@weeeBox Hi!
Here, there are some points about Chat Design based on my experience.
The main distinguishing feature of any Chat application is a very big number of states inside the App. Use A sent you a message, your message that was sent to a User B is delivered, the status of User C changed, Used D changed the name of Group AA and etc. How it affects the Application.
The first one is Architecture (close to the Presentation layer).
MVC, MVP, MVVM may work at the beginning but these solutions are absolutely non-scalable due to a big number of events and states that may affect each other and the absence of a State handling approach. That's why MVI approach does matter because MVI tries to set rules on how to handle a state. There are different implementations that you can consider as an example. My favorite one now is MVIKotlin.
The second consequence is CQRS and a Single source of True.
Let me show a diagram:

- All requests are divided into two groups: Commands (change state but doesn't return) and Queries (doesn't change a state but return a state). This separation is visible in
MessageFeature. It's CQRS.
- All updates are coming from a special object called
UpdateChannel. It's a source of queries in terms of CQRS and the single source of True (source of updates). Under the hood, UpdateChannel may subscribe to updates from DB, transform data and deliver it further.

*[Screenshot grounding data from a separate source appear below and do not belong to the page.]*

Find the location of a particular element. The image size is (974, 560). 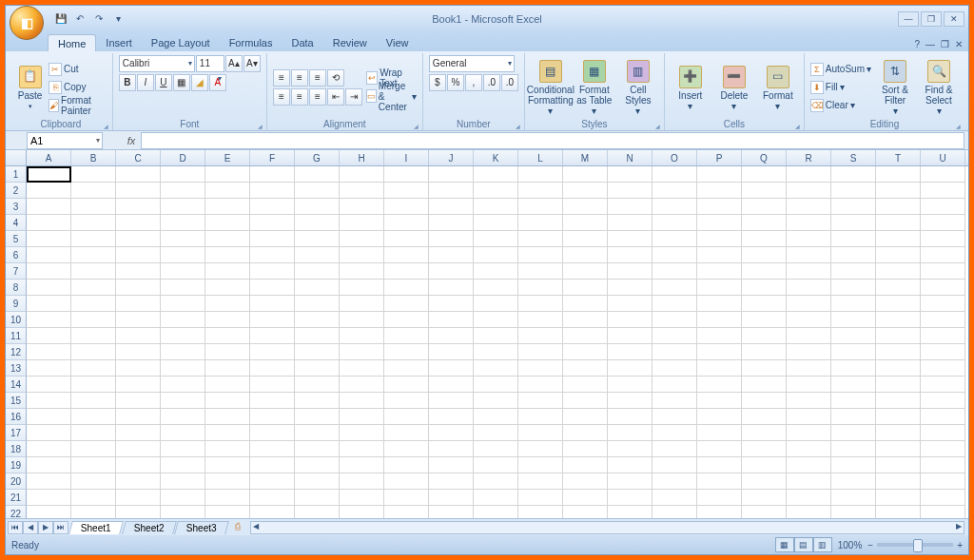

row-header: 2 is located at coordinates (16, 190).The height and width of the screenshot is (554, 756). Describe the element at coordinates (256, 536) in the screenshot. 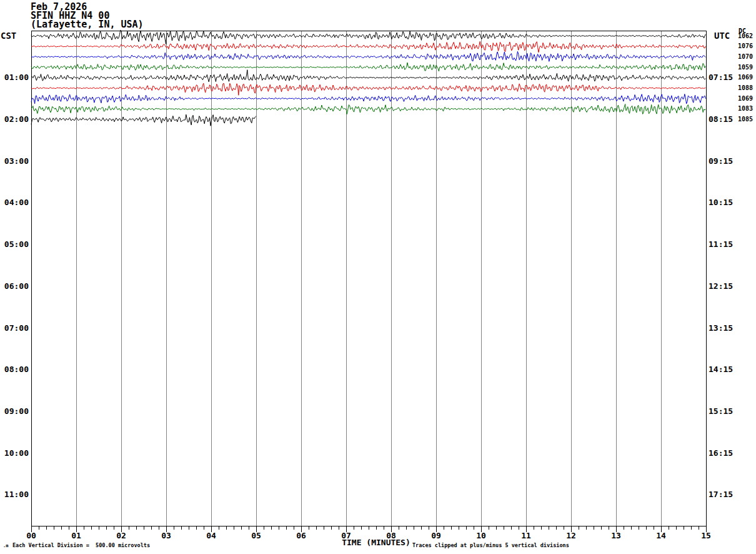

I see `x-tick-label: 05` at that location.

UpdateDispatcher. The responsibility: listening to UpdateChannel in a separate Thread (because the number of events is so big), distributing events to relative handlers (handlers are working in separate ThreadPool to avoid pauses in UpdateChannel thread).
@weeeBox Hi!
Here, there are some points about Chat Design based on my experience.
The main distinguishing feature of any Chat application is a very big number of states inside the App. Use A sent you a message, your message that was sent to a User B is delivered, the status of User C changed, Used D changed the name of Group AA and etc. How it affects the Application.
The first one is Architecture (close to the Presentation layer).
MVC, MVP, MVVM may work at the beginning but these solutions are absolutely non-scalable due to a big number of events and states that may affect each other and the absence of a State handling approach. That's why MVI approach does matter because MVI tries to set rules on how to handle a state. There are different implementations that you can consider as an example. My favorite one now is MVIKotlin.
The second consequence is CQRS and a Single source of True.

Let me show a diagram:
MessageFeature. It's CQRS.UpdateChannel. It's a source of queries in terms of CQRS and the single source of True (source of updates). Under the hood,UpdateChannelmay subscribe to updates from DB, transform data and deliver it further.UpdateDispatcher. The responsibility: listening toUpdateChannelin a separate Thread (because the number of events is so big), distributing events to relative handlers (handlers are working in separate ThreadPool to avoid pauses inUpdateChannelthread).